What the ancients knew would be it's own thread. I do not think that the suppression of knowledge happened only once. It has happened multiple times, and humans seem to have to discover it all over again.
So it's back to "Oh, the Babylonians totally had all this modern stuff we had, but the knowledge was suppressed so we had to start all over again" nonsense.
This first came up in another thread when I pointed out that the ancient Babylonians didn't have astronomical telescopes, that the first person known to use such a thing was Galileo, in the first decade of the 17th century. It was annoying then, and it's still annoying.
timtofly said:
Valka D'Ur said:
This makes no sense. It's ridiculous to claim that older civilizations copied newer civilizations, particularly when there was no temporal overlap at all. Do you honestly mean to suggest that civilizations thousands of years older than that of the Hebrews, and who were extinct by the time the Hebrews emerged as a separate civilization, copied the Hebrew myths?
That would be part of the suppression of knowledge, yes. I just finished reading the Enuma Elish that Berzerker linked to. The translated copies into English are linked in that site. It is pretty telling that in one translation, this "planet" Marduk, which the account is referring to was said to be the builder of the tower of babel in Babylon. If the account is already turning the builders of the tower into gods, then it had to be far enough away from the event to make it sound like a supernatural story. But I am not surprised because the Egyptians looked at some of their human leaders as "gods'.
The Egyptians considered their Pharaohs to be divine. That doesn't mean they actually were divine.
Your claim of "suppression" to explain away how history apparently selectively runs in reverse has reached YouTube comment-levels of nonsense. Seriously. Time, at least as humans experience it, does not run backward. We don't possess time travel, and it's sheer nonsense to say that a civilization that lived thousands of before another civilization, and with whom there was NO contemporaneous overlap, copied the newer civilization's myths.
Because if it has been completely explained away, no one would participate in it at all.
Nonsense. We've explained astrology, but people still cling to it even though there's not one shred of evidence that it works. Similarly, we've explained Santa Claus, but every year there are dozens of Santa-clad men roaming around shopping malls and street corners, kids write letters to Santa (there's actually a group of people at Canada Post who answer letters addressed to "Santa Claus, North Pole, H0H 0H0"), and some kids get confused over the concepts of praying to Jesus and writing to Santa, and they end up praying to Santa. We know that Santa is just a story told to kids and perpetuated because it's good for business, but people keep participating in it year after year.
Would you have those traits? That seems to be a very certain statement that cannot be tested, because you can not have a birth do-over. I don't believe in the stuff either, but that is not to say, I may in the future fall susceptible to it.
Of course I would have those traits. I have no reason to believe that my family would treat me any differently if I'd been born in some other month, or a couple of weeks later in the same month.
I never said that. I was addressing the way it is taught in public schools. Humans do not push a curriculum through the education board unless they believe in it. There may not be a specific vote in every single case, but the vote of popular opinion is not entirely out of the picture. The US and Canada are still pretty much democratic and the public voice is still heard or allowed to speak, even though it may not be adhered to in all cases.
Education is a provincial responsibility in Canada, and in my province there are public schools, Catholic schools, private schools, and some kids are home schooled. Evolution is on the curriculum for every single one of these systems, or at least it's supposed to be, as it's part of the provincial science curriculum. Some teachers do their very best to tap dance around it, but all they're doing is short-changing the students and making it harder for them to succeed in science classes in high school, college, and university.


■ **Goal of the exercise**: Beginning with the line that holds "Image resolution: width=1220" in the data below, give again every line through the one that holds "In order to click on button: undoundo", exactly as written.

(Dataset entries)
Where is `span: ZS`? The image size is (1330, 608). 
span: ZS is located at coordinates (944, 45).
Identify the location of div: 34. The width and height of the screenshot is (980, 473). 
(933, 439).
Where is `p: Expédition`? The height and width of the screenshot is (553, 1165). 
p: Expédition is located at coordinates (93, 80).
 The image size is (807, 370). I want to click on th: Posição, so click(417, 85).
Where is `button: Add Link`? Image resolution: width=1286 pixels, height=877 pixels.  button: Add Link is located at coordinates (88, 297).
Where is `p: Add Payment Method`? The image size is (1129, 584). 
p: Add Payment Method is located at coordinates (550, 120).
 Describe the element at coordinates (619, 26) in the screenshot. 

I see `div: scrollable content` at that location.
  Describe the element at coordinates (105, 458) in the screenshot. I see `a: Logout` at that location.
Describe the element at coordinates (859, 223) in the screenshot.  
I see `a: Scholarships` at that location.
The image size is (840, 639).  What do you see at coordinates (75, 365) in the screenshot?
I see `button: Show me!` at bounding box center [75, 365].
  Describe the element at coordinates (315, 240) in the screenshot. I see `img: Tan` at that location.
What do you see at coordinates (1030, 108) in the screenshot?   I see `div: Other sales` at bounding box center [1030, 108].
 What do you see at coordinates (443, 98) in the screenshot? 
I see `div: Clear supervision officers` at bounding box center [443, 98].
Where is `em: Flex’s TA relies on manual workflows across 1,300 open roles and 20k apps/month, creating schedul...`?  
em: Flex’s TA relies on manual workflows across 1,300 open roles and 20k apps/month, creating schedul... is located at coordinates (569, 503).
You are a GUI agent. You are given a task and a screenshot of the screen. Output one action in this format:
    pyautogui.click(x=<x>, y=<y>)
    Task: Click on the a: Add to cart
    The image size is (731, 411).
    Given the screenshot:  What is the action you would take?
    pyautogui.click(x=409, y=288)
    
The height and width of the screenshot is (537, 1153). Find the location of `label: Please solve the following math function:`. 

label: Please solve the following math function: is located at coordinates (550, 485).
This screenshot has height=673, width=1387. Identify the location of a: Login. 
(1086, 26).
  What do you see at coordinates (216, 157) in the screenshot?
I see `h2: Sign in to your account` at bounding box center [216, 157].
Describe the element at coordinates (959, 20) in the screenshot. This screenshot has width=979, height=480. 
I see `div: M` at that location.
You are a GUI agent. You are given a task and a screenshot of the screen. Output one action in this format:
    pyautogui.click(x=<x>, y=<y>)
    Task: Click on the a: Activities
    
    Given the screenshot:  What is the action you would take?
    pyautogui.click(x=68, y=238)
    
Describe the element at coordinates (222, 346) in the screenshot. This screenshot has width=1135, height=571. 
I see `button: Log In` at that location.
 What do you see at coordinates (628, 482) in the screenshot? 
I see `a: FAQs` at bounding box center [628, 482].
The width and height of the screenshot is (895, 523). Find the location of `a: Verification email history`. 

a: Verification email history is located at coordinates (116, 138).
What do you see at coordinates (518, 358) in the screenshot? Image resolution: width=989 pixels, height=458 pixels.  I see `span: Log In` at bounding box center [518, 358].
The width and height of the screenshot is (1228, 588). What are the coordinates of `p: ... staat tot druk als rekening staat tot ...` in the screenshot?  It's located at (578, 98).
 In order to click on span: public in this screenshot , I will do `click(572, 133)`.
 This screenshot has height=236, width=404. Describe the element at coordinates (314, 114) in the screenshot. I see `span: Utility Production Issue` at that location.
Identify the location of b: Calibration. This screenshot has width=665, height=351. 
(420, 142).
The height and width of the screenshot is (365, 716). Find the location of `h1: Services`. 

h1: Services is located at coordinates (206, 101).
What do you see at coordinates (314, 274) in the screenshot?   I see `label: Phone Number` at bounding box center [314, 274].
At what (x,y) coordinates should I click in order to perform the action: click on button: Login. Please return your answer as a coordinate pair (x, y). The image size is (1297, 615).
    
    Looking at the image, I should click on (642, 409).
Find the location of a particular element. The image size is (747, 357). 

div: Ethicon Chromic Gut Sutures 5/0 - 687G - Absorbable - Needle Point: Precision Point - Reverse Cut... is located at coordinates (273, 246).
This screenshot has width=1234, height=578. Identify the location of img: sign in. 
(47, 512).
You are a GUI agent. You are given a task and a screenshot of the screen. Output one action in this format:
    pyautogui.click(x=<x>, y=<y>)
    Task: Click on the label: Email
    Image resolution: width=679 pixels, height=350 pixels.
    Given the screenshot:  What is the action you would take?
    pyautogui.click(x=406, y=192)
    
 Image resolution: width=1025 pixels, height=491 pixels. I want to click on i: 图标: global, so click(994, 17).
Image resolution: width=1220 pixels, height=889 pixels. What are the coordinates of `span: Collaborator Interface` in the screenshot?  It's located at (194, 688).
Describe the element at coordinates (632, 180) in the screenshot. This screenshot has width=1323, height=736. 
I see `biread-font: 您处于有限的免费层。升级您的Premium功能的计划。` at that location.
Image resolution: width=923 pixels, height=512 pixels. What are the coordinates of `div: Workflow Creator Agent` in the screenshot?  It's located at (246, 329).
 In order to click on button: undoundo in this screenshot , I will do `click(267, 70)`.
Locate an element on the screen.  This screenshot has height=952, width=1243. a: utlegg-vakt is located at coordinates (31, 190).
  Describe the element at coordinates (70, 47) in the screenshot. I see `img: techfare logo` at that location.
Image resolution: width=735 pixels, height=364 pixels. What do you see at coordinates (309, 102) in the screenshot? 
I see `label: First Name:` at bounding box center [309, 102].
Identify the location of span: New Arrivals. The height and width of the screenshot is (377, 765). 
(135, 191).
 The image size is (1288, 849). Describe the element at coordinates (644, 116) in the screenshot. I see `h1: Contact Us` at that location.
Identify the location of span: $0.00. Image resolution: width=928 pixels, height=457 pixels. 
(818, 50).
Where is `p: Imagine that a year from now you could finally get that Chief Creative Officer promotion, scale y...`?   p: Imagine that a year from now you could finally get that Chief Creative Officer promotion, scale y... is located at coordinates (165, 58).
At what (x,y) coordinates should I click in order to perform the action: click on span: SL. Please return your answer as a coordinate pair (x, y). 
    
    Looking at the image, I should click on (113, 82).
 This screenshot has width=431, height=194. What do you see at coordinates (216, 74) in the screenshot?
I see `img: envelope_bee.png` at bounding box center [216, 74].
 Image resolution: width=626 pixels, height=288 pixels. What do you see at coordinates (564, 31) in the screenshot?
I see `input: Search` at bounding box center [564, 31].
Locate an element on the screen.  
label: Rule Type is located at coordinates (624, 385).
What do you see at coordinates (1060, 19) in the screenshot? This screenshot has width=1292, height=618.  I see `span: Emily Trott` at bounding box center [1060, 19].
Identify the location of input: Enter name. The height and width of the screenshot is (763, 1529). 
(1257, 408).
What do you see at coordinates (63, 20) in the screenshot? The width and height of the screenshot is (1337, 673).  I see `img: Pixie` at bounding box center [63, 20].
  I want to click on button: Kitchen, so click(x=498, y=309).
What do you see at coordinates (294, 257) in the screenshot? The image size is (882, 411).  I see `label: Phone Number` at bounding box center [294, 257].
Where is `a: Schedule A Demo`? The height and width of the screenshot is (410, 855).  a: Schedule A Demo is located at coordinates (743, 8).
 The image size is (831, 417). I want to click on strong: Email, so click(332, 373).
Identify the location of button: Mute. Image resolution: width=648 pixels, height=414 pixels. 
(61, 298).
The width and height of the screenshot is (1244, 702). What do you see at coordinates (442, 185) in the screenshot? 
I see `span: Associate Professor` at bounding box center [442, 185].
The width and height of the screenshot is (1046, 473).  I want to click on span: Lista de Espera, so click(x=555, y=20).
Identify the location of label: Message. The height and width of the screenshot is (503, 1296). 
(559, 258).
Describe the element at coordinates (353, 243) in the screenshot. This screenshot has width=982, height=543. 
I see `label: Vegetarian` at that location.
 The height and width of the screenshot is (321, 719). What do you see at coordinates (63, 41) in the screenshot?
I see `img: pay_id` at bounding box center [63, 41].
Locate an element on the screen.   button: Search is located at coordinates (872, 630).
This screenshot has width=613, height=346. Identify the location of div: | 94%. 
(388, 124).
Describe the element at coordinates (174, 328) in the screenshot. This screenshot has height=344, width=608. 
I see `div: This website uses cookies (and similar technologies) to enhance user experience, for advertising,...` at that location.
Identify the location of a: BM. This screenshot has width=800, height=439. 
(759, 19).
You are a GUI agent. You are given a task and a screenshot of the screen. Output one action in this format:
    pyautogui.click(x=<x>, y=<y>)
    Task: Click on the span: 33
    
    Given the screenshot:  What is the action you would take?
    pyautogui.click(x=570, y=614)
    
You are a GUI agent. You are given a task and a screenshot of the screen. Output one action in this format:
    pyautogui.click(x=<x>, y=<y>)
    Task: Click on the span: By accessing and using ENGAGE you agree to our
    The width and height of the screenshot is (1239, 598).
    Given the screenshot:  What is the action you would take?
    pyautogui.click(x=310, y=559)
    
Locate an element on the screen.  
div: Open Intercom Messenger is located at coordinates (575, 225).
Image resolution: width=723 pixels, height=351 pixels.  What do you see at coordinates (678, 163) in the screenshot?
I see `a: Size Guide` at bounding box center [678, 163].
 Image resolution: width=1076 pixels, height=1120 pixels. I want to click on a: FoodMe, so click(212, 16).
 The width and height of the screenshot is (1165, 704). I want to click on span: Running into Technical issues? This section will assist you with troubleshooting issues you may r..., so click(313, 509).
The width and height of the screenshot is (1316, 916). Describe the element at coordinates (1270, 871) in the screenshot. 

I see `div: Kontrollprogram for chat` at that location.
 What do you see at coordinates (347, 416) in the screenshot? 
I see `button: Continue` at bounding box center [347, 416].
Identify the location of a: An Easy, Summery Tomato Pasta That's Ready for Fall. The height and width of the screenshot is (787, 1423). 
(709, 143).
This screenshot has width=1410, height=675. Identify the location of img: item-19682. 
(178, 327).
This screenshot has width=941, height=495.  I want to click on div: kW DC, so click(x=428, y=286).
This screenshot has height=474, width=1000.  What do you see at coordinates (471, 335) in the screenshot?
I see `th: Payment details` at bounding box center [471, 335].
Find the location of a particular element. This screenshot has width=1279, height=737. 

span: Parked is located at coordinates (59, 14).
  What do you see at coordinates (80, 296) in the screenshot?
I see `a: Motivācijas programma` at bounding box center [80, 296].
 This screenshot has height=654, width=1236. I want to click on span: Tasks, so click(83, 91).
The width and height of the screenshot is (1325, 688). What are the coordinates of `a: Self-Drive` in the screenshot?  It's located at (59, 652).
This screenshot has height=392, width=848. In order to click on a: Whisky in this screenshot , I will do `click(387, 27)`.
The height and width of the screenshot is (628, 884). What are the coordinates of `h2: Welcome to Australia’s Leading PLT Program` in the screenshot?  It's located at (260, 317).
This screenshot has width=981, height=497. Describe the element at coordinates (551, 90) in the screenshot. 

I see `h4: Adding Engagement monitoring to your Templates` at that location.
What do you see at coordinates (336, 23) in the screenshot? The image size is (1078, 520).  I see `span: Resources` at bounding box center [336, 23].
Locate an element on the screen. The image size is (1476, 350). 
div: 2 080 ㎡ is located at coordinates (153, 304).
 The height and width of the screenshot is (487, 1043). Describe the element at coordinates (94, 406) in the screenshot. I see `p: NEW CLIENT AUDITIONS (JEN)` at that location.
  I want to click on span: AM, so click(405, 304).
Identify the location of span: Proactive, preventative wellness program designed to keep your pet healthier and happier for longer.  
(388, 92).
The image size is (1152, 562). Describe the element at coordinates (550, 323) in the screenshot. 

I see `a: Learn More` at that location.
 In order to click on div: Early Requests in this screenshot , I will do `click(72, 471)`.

■ **Output of the task**:
Image resolution: width=1220 pixels, height=889 pixels. What are the coordinates of `span: Collaborator Interface` in the screenshot?  It's located at (194, 688).
Describe the element at coordinates (632, 180) in the screenshot. This screenshot has width=1323, height=736. 
I see `biread-font: 您处于有限的免费层。升级您的Premium功能的计划。` at that location.
Image resolution: width=923 pixels, height=512 pixels. What are the coordinates of `div: Workflow Creator Agent` in the screenshot?  It's located at (246, 329).
 In order to click on button: undoundo in this screenshot , I will do `click(267, 70)`.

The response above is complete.